Contents in order of relevance:



Introduction

Some examples of works relevant to the immersive arts context – real-time interactive installations and online-digital experiences, VR and XR, immersive audio – in roles of Lead Artist, Creative Developer, and Creative Technology Director.

Since the media of my arts practice are very much based on motion and interaction, several short videos are offered here, alongside high quality still images – when viewing as PDF, videos are shown as URLs in boxes, click or copy-paste to view them.

These works are selected for their relevance to this upcoming work, from a mixture of past client projects and commissions and artistic practice works – while client projects and commissions tend to cover a broader range of themes, works from my own artistic practices explore and develop my themes of natural phenomena and dynamics through physics and graphics, real-time natural interaction and artist-audience dialogues, and creative applications of emerging technologies custom-built in code.



Immersive artwork examples


Particles and fluid dynamics, physics and graphics explorations, interactive installations ~ projects @ epok.tech, Olta, Shelton Fleming, Finastra, Sibos

A progressive series of experiments and projects that explore and develop creative tools to express the dynamic motions of fluids and other physical phenomena of nature – developing tools and concepts core to my creative practice.

Initially I advanced my work on simulation and graphics of particles in emergent natural phenomena, from the previous artwork Tendrils, into a new creative tool *gl-gpgpu*.

I was then commissioned by the new-media interactive arts platform Olta to develop those tools into a new NFT series of interactive artworks – the resulting series of editions, Peer into the Flow, explores flowing forms and dynamic systems of millions of flowing particles, interacting naturally with your look and touch via natural AI head-tracking interaction, published as a series of NFT artworks on Olta and OpenSea to evolve with their on-chain context, and was featured in articles and exhibitions.

Shelton Fleming commissioned me to develop real-time interactive visuals for the Finastra installation at Sibos conference in Beijing – a large-scale real-time 2D fluid simulation of millions of particles, responding to visitors’ natural motions via webcam, letting them reveal text and imagery which gradually dissolve into particles swept away in the flow. This phase made use of my *glsl-optical-flow* tool to infer people’s natural motions, which affect the fluid motion and reveal text and imagery constructed from particles fixed in place, that gradually dissolve back into the flow – I led the visual and motion design and development with explorative prototypes, built comprehensive controls, and created custom animations to fade smoothly between various text and imagery, one receding and dissolving into the background, then the next emerging to replace it.

This work progressed further into my gl-mpm physics simulation tool for fluid-dynamics, a key component towards my upcoming interactive digital artwork and installation, Locus. My work on MPM furthers my art practice’s ongoing deep explorations of natural phenomena and dynamics of forms of matter; through R&D, insights, and creative applications, and assisted by generous input and guidance from prominent MPM academic Raymond Yun Fei PhD.

Finally, Olta and ***Arweave*** commissioned me to create an interactive artwork installation, for exhibition at Arweave Day 2025 conference in Berlin – with complete creative freedom, responding to their communal interaction and collaboration themes. This artwork connects people with each other across time through gestures, an emergent collaboration co-creating the artwork – integrating past and new elements into a novel creative interaction and discourse between audiences and artwork. The fluid flows with your motions, your hand is a print made of solid particles; occasionally trails of other handprints appear, shadows left by those before you – if your hand touches theirs before they dissolve, your handprint is traced into the artwork, another shadow for a future person to touch. Together, hands connect across the artwork, as you respond to each others’ gestures in a discourse.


→ **Task prompt**: Scan the material below for "series", then return each line that contains it.

→ **Records supplied**:

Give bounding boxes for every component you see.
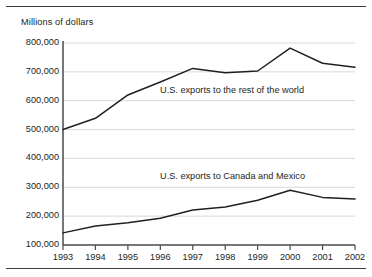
series-lines-group bbox=[63, 48, 355, 233]
x-tick-label: 1997 bbox=[177, 252, 209, 262]
x-tick-label: 1995 bbox=[112, 252, 144, 262]
y-tick-label: 600,000 bbox=[13, 95, 59, 105]
y-tick-label: 100,000 bbox=[13, 239, 59, 249]
y-tick-label: 800,000 bbox=[13, 37, 59, 47]
x-tick-label: 1996 bbox=[144, 252, 176, 262]
gridlines-group bbox=[63, 43, 355, 216]
y-tick-label: 300,000 bbox=[13, 181, 59, 191]
x-tick-label: 1993 bbox=[47, 252, 79, 262]
y-tick-label: 400,000 bbox=[13, 152, 59, 162]
y-tick-label: 200,000 bbox=[13, 210, 59, 220]
x-tick-label: 1998 bbox=[209, 252, 241, 262]
y-tick-label: 500,000 bbox=[13, 124, 59, 134]
x-tick-label: 2002 bbox=[339, 252, 371, 262]
series-line bbox=[63, 190, 355, 233]
series-annotation-label: U.S. exports to the rest of the world bbox=[160, 85, 304, 95]
chart-figure: Millions of dollars 100,000200,000300,00… bbox=[0, 0, 372, 277]
series-annotation-label: U.S. exports to Canada and Mexico bbox=[160, 171, 305, 181]
x-tick-label: 2001 bbox=[307, 252, 339, 262]
y-tick-label: 700,000 bbox=[13, 66, 59, 76]
x-tick-label: 2000 bbox=[274, 252, 306, 262]
x-tick-label: 1994 bbox=[79, 252, 111, 262]
x-tick-label: 1999 bbox=[242, 252, 274, 262]
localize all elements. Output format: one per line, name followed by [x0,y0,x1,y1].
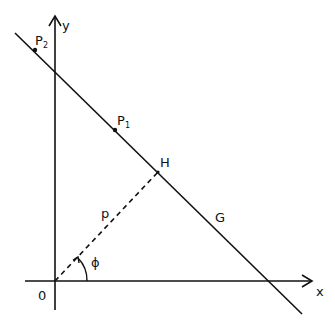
perp-p-label: p [101,206,109,221]
hesse-normal-form-diagram: y x 0 G H p ϕ P 1 P 2 [0,0,335,326]
y-axis [49,16,61,310]
x-axis-label: x [316,284,324,299]
angle-phi-label: ϕ [91,255,100,270]
point-h-label: H [160,155,170,170]
y-axis-label: y [62,18,70,33]
point-h-marker [156,170,159,173]
point-p1-label: P [117,113,125,128]
point-p1-subscript: 1 [125,121,130,130]
angle-arrowhead [73,257,79,263]
line-g-label: G [215,210,225,225]
origin-label: 0 [38,288,46,303]
point-p1-marker [113,128,117,132]
perpendicular-p [55,172,158,281]
point-p2-label: P [35,33,43,48]
point-p2-marker [33,48,37,52]
point-p2-subscript: 2 [43,41,48,50]
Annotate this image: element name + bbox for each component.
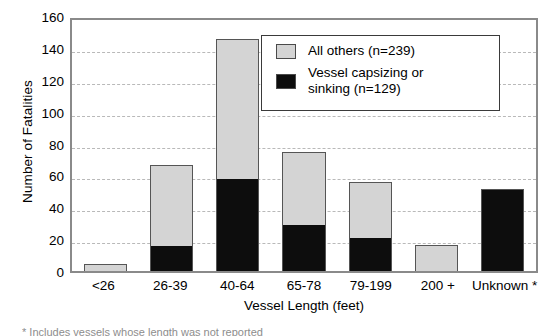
y-tick-label: 60 [24,170,64,184]
x-tick-label: 79-199 [337,278,404,293]
bar-stack[interactable] [481,189,524,271]
bar-stack[interactable] [216,39,259,271]
bar-slot [72,20,138,271]
bar-segment-capsizing[interactable] [482,190,523,271]
legend-item-capsizing: Vessel capsizing or sinking (n=129) [276,65,499,97]
y-tick-label: 40 [24,202,64,216]
bar-segment-capsizing[interactable] [283,225,324,271]
y-tick-label: 140 [24,43,64,57]
bar-segment-all-others[interactable] [416,246,457,272]
y-tick-label: 20 [24,234,64,248]
x-axis-tick-labels: <2626-3940-6465-7879-199200 +Unknown * [70,278,538,293]
footnote: * Includes vessels whose length was not … [22,326,522,336]
x-tick-label: 200 + [404,278,471,293]
legend: All others (n=239) Vessel capsizing or s… [261,35,500,111]
y-tick-label: 80 [24,139,64,153]
bar-stack[interactable] [415,245,458,272]
y-tick-label: 100 [24,107,64,121]
x-axis-title: Vessel Length (feet) [70,298,538,313]
bar-segment-all-others[interactable] [217,40,258,179]
bar-segment-capsizing[interactable] [350,238,391,271]
bar-segment-capsizing[interactable] [151,246,192,272]
bar-segment-all-others[interactable] [151,166,192,246]
legend-label-capsizing: Vessel capsizing or sinking (n=129) [308,65,424,97]
bar-stack[interactable] [282,152,325,271]
legend-item-all-others: All others (n=239) [276,43,499,59]
bar-segment-all-others[interactable] [85,265,126,271]
bar-segment-all-others[interactable] [283,153,324,225]
bar-stack[interactable] [84,264,127,271]
x-tick-label: 26-39 [137,278,204,293]
legend-swatch-capsizing-icon [276,74,296,89]
y-axis-tick-labels: 020406080100120140160 [24,0,64,336]
fatalities-bar-chart: Number of Fatalities 0204060801001201401… [0,0,548,336]
y-tick-label: 160 [24,11,64,25]
bar-slot [138,20,204,271]
legend-label-all-others: All others (n=239) [308,43,415,59]
bar-stack[interactable] [150,165,193,271]
legend-swatch-all-others-icon [276,44,296,59]
x-tick-label: Unknown * [471,278,538,293]
y-tick-label: 0 [24,266,64,280]
bar-stack[interactable] [349,182,392,271]
x-tick-label: 65-78 [271,278,338,293]
x-tick-label: 40-64 [204,278,271,293]
bar-segment-all-others[interactable] [350,183,391,237]
bar-segment-capsizing[interactable] [217,179,258,271]
y-tick-label: 120 [24,75,64,89]
x-tick-label: <26 [70,278,137,293]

→ **Written reply**:
series-lines-group bbox=[63, 48, 355, 233]
series-line bbox=[63, 190, 355, 233]
series-annotation-label: U.S. exports to the rest of the world bbox=[160, 85, 304, 95]
series-annotation-label: U.S. exports to Canada and Mexico bbox=[160, 171, 305, 181]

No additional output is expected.